Tuesday, January 1, 2019

Prague: Day One - Arrival



The flight to Prague is only one hour twenty minutes.  Enough time for a nap to catch up for a week of worry about a son missing in Dominica after Hurricane Maria.  The call that he was safe came in the night, after six very long days.
       No passport control in Prague.  The Czech Republic is part of the European Union now (has been since 2004), so in a way I haven’t crossed any borders.
       The hotel has sent a driver and I see my name on a card.  It makes things easier when you don’t speak the language.  He speaks English much better than he understands it, so I stop asking questions after a while.  He’s decided to drive into town on small country roads, a wonderful decision because it gives me the only look at the Czech countryside that I will get.  And it teaches me that Prague, like Paris, is snuggled in a river basin with higher ground all around it.





The Hotel Paris (no, I didn't do it on purpose) is a bit like me:  a touch of class, a bit bohemian and not quite new any more.  I chose it for its Art Nouveau décor.  There are touches of it everywhere, starting with the mosaics around the curved entrance.
       As it's lunchtime, I slip into the hotel bar for something light before heading out.  The menu offers a triangle sandwich on traditional multi-grain breat - with warm ham, sliced dill pickle and a side salad (with dressing just a touch sweeter than I expected but well within gastronomic limits).  Washed down with a glass of Czech pinto gris that's quite acceptable.
       Then it's off to foray into a new culture.


Alphons Mucha
First stop:  the Mucha Museum.  (And here that’s pronounced moo-ha - with the “ha” part just the slightest bit guttural, as if it were Arabic).  Alphons Mucha (1860-1939) was one of Europe’s great Art Nouveau illustrators, more or less of the same generation as Gustav Klimt from Vienna but a bit more understated, using pastels instead of bold colors.  As a young man, he moved to Paris, where he designed jewelry for Fouquet and was chosen by famous stage actress Sarah Bernhardt to be her one and only illustrator.  Overnight he was the toast of the town, and became even more so after his work on the Universal Exhibition in Paris.  After four years in the U.S., he returned to Prague and started to decorate about anything that could be decorated:  the Theater of Fine Arts, the mayor’s office, the Municipal Hall...  His last major work was the Slav Epic, a sort of glorified history of the Slavic people in twenty huge paintings.  Then came World War II, and the Nazis invaded his country.  Given his Slavic nationalism, Jewish roots and membership as a Free Mason, he was among the first to be arrested by the Gestapo.  Due to the prison conditions and multiple interrogations, Mucha soon contracted pneumonia.  Not wanted to be accused of killing such an artistic genius, the Nazis released him, but the damage was done and he died shortly thereafter.
       This museum is only a short walk from the hotel... Well, actually almost anything in Prague is a short walk, because there’s so much concentrated in the center of the city.  But this is literally just a few blocks away.  There are a good many of Mucha’s works on the walls of the seven rooms, with explanatory cards in Czech and English.  There are also posters - many of Sarah Bernhardt - and decorative panels, some furniture from his Paris apartment, plus a huge oil painting among his most famous:  The Woman in the Wilderness (also known as The Star), dedicated to the suffering of the Russian people after the Bolshevik Revolution.  In the end room loops a video on Mucha’s life and works.  On the way out, you can drop by the gift shop for a souvenir; they have quite a selection.
       I think my favorite memory will be the photo of good friend Gauguin playing the organ in Mucha's parlor, dressed in a suitcoat, his shirtails out and his bare legs on the pedals.  Quite the photo, and it says a lot about the wildness of the Paris Years of both artists.  (One year later, I'll see that very same photo in a Mucha exhibit in the Musée du Luxembourg in Paris.)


* WHAT YOU HAVE TO DO *
Write out, exactly and in full, the records given below, but not their pictures.

* Entries taken from a collection *
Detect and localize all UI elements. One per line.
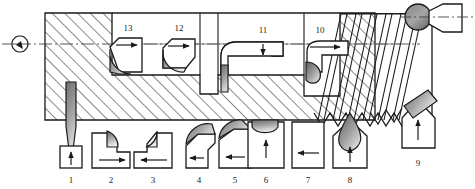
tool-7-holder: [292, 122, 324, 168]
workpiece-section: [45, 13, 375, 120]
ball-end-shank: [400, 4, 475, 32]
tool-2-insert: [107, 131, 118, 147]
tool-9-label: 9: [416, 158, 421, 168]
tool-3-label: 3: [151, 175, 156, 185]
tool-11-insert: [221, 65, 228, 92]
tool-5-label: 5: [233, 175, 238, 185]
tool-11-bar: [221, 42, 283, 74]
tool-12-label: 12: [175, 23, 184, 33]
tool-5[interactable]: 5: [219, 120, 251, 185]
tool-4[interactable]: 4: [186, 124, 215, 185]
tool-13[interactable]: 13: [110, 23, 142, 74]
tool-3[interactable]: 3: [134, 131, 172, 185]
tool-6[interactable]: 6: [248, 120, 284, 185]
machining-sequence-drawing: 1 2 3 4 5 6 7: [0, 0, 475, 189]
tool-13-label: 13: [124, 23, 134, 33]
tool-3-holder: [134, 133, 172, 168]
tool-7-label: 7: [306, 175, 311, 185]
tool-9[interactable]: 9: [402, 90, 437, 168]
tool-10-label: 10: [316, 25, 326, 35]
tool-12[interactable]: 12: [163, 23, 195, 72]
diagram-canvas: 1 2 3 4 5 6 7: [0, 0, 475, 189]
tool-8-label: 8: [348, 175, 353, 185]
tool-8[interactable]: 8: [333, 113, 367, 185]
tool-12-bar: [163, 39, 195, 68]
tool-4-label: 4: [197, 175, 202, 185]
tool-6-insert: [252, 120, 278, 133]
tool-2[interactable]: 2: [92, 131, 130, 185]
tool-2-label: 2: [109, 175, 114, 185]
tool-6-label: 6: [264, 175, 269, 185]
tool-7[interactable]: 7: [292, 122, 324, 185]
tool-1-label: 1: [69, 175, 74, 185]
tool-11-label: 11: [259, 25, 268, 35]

* TASK SOLUTION *
Detect and localize all UI elements. One per line.
tool-7-holder: [292, 122, 324, 168]
workpiece-section: [45, 13, 375, 120]
ball-end-shank: [400, 4, 475, 32]
tool-2-insert: [107, 131, 118, 147]
tool-9-label: 9: [416, 158, 421, 168]
tool-3-label: 3: [151, 175, 156, 185]
tool-11-insert: [221, 65, 228, 92]
tool-5-label: 5: [233, 175, 238, 185]
tool-11-bar: [221, 42, 283, 74]
tool-12-label: 12: [175, 23, 184, 33]
tool-5[interactable]: 5: [219, 120, 251, 185]
tool-4[interactable]: 4: [186, 124, 215, 185]
tool-13[interactable]: 13: [110, 23, 142, 74]
tool-3[interactable]: 3: [134, 131, 172, 185]
tool-6[interactable]: 6: [248, 120, 284, 185]
machining-sequence-drawing: 1 2 3 4 5 6 7: [0, 0, 475, 189]
tool-13-label: 13: [124, 23, 134, 33]
tool-3-holder: [134, 133, 172, 168]
tool-7-label: 7: [306, 175, 311, 185]
tool-9[interactable]: 9: [402, 90, 437, 168]
tool-10-label: 10: [316, 25, 326, 35]
tool-12[interactable]: 12: [163, 23, 195, 72]
diagram-canvas: 1 2 3 4 5 6 7: [0, 0, 475, 189]
tool-8-label: 8: [348, 175, 353, 185]
tool-8[interactable]: 8: [333, 113, 367, 185]
tool-12-bar: [163, 39, 195, 68]
tool-4-label: 4: [197, 175, 202, 185]
tool-6-insert: [252, 120, 278, 133]
tool-2[interactable]: 2: [92, 131, 130, 185]
tool-2-label: 2: [109, 175, 114, 185]
tool-6-label: 6: [264, 175, 269, 185]
tool-7[interactable]: 7: [292, 122, 324, 185]
tool-1-label: 1: [69, 175, 74, 185]
tool-11-label: 11: [259, 25, 268, 35]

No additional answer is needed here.